Cabaal wrote: » Religious groups can't have it both ways, You can't both condemn people for getting pregnant and also be against safe sex.
Cabaal wrote: » Wow, You are making completely baseless and false comments about this women now. You might as well be suggesting its also possible she murders puppys in her spare time and then baths in their blood. Although this women is in the media she deserves some level respect and your comments are completely uncalled for and out of order. Second off, she's not a criminal, she has no conviction for what she has done and as such to call her a criminal is misleading on your part. So with all due respect you should withdraw that remark and your other comment
frostyjacks wrote: » By definition, someone who commits a crime is a criminal. She hasn't been convicted yet, although justice always catches up with people.
Cabaal wrote: » Imagine that, what are the odds of two ignorant organizations existing in the one building?
Kiwi in IE wrote: » I wonder about a mass act of civil disobedience as a protest? If thousands of women all imported a dose of abortion pills at the same time, via parcel motel and then be very open and public about the fact we have obtained them. What could the authorities do? Arrest thousands of woman at once? Civil disobedience has to some extent worked in the case of water charges.
Cabaal wrote: » Well, the Gardai and Customs did nothing when women recently brought pills back from the North and one women took the pills on camera for the whole world to see in the train station. While it might technically be illegal, if they didn't charge anyone in that very public situation they are never going to do it. http://www.thejournal.ie/abortion-pills-2-1750266-Oct2014/ even a TD took them
robdonn wrote: » Is it illegal if they're not pregnant? Or, at least, as harsh a crime?
Deleted User wrote: » I couldn't imagine that it is.
frostyjacks wrote: » It's also possible that it had been planned, given that she went behind the man's back, and that they're no longer together. We're only getting the criminal's side of the story, remember.
Kiwi in IE wrote: » Yes, but the law could not be sure that those women were not pregnant unless they had been tested. Seeing as it's potentially an act of 'murder', you would at least think the police would investigate? If someone put up a video on YouTube and it looked like there was a possibility that a real child had been killed, do you think that the authorities would fail to investigate, never mind allow one of the perpetrators to remain as a TD? The 8th Amendment is a joke!
frostyjacks wrote: » She didn't elaborate on the circumstances around the conception.
frostyjacks wrote: » We're only getting the criminal's side of the story, remember.
Kiwi in IE wrote: » Civil disobedience has to some extent worked in the case of water charges.
Cabaal wrote: » Its illegal to bring the pills into the country, As for if they are pregnant or not, well unless they tested the women before hand they'd have no way of knowing. So you could easily argue that at the very least they should investigate the matter, question the women and perhaps have a doctor examine her to make sure she didn't take the pills for an abortion. After all, if you are going to claim the importation and use of the pills is illegal then you need to properly enforce the law....right?
inocybe wrote: » The medication is only illegal because it's off prescription. There are plenty of 'abortion pills' being prescribed every day in Ireland to people with arthritis and other conditions.
frostyjacks wrote: » Going by the actual statistics, less and less Irish women are having abortions. It's on a downward curve.
Lurkio wrote: » Yes, but why do you think its "on the way out"?
The rate of teenage pregnancy in England and Wales has halved in 16 years and currently stands at its lowest level since records began 50 years ago. Newly released figures from the Office for National Statistics show that 23 young women under the age of 18 out of every 1,000 became pregnant in 2014, compared with 47 out of 1,000 in 1998. The estimated number of teenage pregnancies fell from 24,306 in 2013 to 22,653 in 2014. So teenagers appear to be having less unprotected sex. But why? The impact of technology One theory put forward to explain the drop is that teenagers are spending more time in their bedrooms on social media and less time meeting up, getting drunk and doing things they may later come to regret. Prof David Paton, an economist at Nottingham University Business School, told the Telegraph: “It does potentially fit in terms of timing. People [appear to be] spending time at home – rather than sitting at bus stops with a bottle of vodka they are doing it remotely with their friends ... Nobody really knows why we’ve got this sudden change around about 2007 to 2008.”
silverharp wrote: » are teenagers having less sex
Kiwi in IE wrote: » Do you think she should have?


- [WHAT IS REQUIRED] Give back the data below word for word. Any image in it should be left out.

- [DATA FOR REVIEW]
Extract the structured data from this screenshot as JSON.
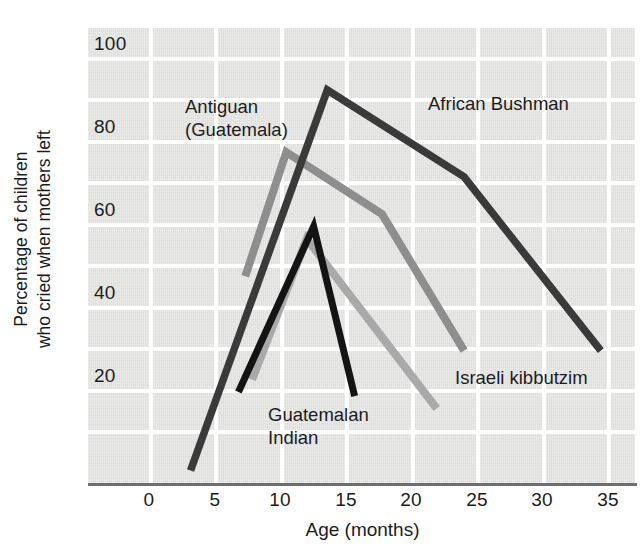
{
  "chart_data": {
    "type": "line",
    "title": "",
    "subtitle": "",
    "xlabel": "Age (months)",
    "ylabel": "Percentage of children\nwho cried when mothers left",
    "ylabel_line1": "Percentage of children",
    "ylabel_line2": "who cried when mothers left",
    "xlim": [
      -2.5,
      37.5
    ],
    "ylim": [
      0,
      110
    ],
    "xticks": [
      0,
      5,
      10,
      15,
      20,
      25,
      30,
      35
    ],
    "xtick_labels": [
      "0",
      "5",
      "10",
      "15",
      "20",
      "25",
      "30",
      "35"
    ],
    "yticks": [
      20,
      40,
      60,
      80,
      100
    ],
    "ytick_labels": [
      "20",
      "40",
      "60",
      "80",
      "100"
    ],
    "grid": true,
    "grid_color": "#ffffff",
    "plot_background": "#dededd",
    "legend_position": "inline-annotations",
    "series": [
      {
        "name": "African Bushman",
        "color": "#3a3a3a",
        "label_text": "African Bushman",
        "x": [
          5,
          15,
          25,
          35
        ],
        "y": [
          3,
          95,
          74,
          32
        ]
      },
      {
        "name": "Antiguan (Guatemala)",
        "color": "#8e8e8e",
        "label_text": "Antiguan\n(Guatemala)",
        "x": [
          9,
          12,
          19,
          25
        ],
        "y": [
          50,
          80,
          65,
          32
        ]
      },
      {
        "name": "Israeli kibbutzim",
        "color": "#a9a9a9",
        "label_text": "Israeli kibbutzim",
        "x": [
          9.5,
          13.5,
          23
        ],
        "y": [
          25,
          59,
          18
        ]
      },
      {
        "name": "Guatemalan Indian",
        "color": "#141414",
        "label_text": "Guatemalan\nIndian",
        "x": [
          8.5,
          14,
          17
        ],
        "y": [
          22,
          62,
          21
        ]
      }
    ],
    "annotations": [
      {
        "name": "antiguan-label",
        "text": "Antiguan\n(Guatemala)",
        "x_px": 185,
        "y_px": 95
      },
      {
        "name": "african-bushman-label",
        "text": "African Bushman",
        "x_px": 428,
        "y_px": 92
      },
      {
        "name": "israeli-kibbutzim-label",
        "text": "Israeli kibbutzim",
        "x_px": 455,
        "y_px": 366
      },
      {
        "name": "guatemalan-indian-label",
        "text": "Guatemalan\nIndian",
        "x_px": 268,
        "y_px": 403
      }
    ]
  }
}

- [PROBLEM SOLUTION]
Extract the structured data from this screenshot as JSON.
{
  "chart_data": {
    "type": "line",
    "title": "",
    "subtitle": "",
    "xlabel": "Age (months)",
    "ylabel": "Percentage of children\nwho cried when mothers left",
    "ylabel_line1": "Percentage of children",
    "ylabel_line2": "who cried when mothers left",
    "xlim": [
      -2.5,
      37.5
    ],
    "ylim": [
      0,
      110
    ],
    "xticks": [
      0,
      5,
      10,
      15,
      20,
      25,
      30,
      35
    ],
    "xtick_labels": [
      "0",
      "5",
      "10",
      "15",
      "20",
      "25",
      "30",
      "35"
    ],
    "yticks": [
      20,
      40,
      60,
      80,
      100
    ],
    "ytick_labels": [
      "20",
      "40",
      "60",
      "80",
      "100"
    ],
    "grid": true,
    "grid_color": "#ffffff",
    "plot_background": "#dededd",
    "legend_position": "inline-annotations",
    "series": [
      {
        "name": "African Bushman",
        "color": "#3a3a3a",
        "label_text": "African Bushman",
        "x": [
          5,
          15,
          25,
          35
        ],
        "y": [
          3,
          95,
          74,
          32
        ]
      },
      {
        "name": "Antiguan (Guatemala)",
        "color": "#8e8e8e",
        "label_text": "Antiguan\n(Guatemala)",
        "x": [
          9,
          12,
          19,
          25
        ],
        "y": [
          50,
          80,
          65,
          32
        ]
      },
      {
        "name": "Israeli kibbutzim",
        "color": "#a9a9a9",
        "label_text": "Israeli kibbutzim",
        "x": [
          9.5,
          13.5,
          23
        ],
        "y": [
          25,
          59,
          18
        ]
      },
      {
        "name": "Guatemalan Indian",
        "color": "#141414",
        "label_text": "Guatemalan\nIndian",
        "x": [
          8.5,
          14,
          17
        ],
        "y": [
          22,
          62,
          21
        ]
      }
    ],
    "annotations": [
      {
        "name": "antiguan-label",
        "text": "Antiguan\n(Guatemala)",
        "x_px": 185,
        "y_px": 95
      },
      {
        "name": "african-bushman-label",
        "text": "African Bushman",
        "x_px": 428,
        "y_px": 92
      },
      {
        "name": "israeli-kibbutzim-label",
        "text": "Israeli kibbutzim",
        "x_px": 455,
        "y_px": 366
      },
      {
        "name": "guatemalan-indian-label",
        "text": "Guatemalan\nIndian",
        "x_px": 268,
        "y_px": 403
      }
    ]
  }
}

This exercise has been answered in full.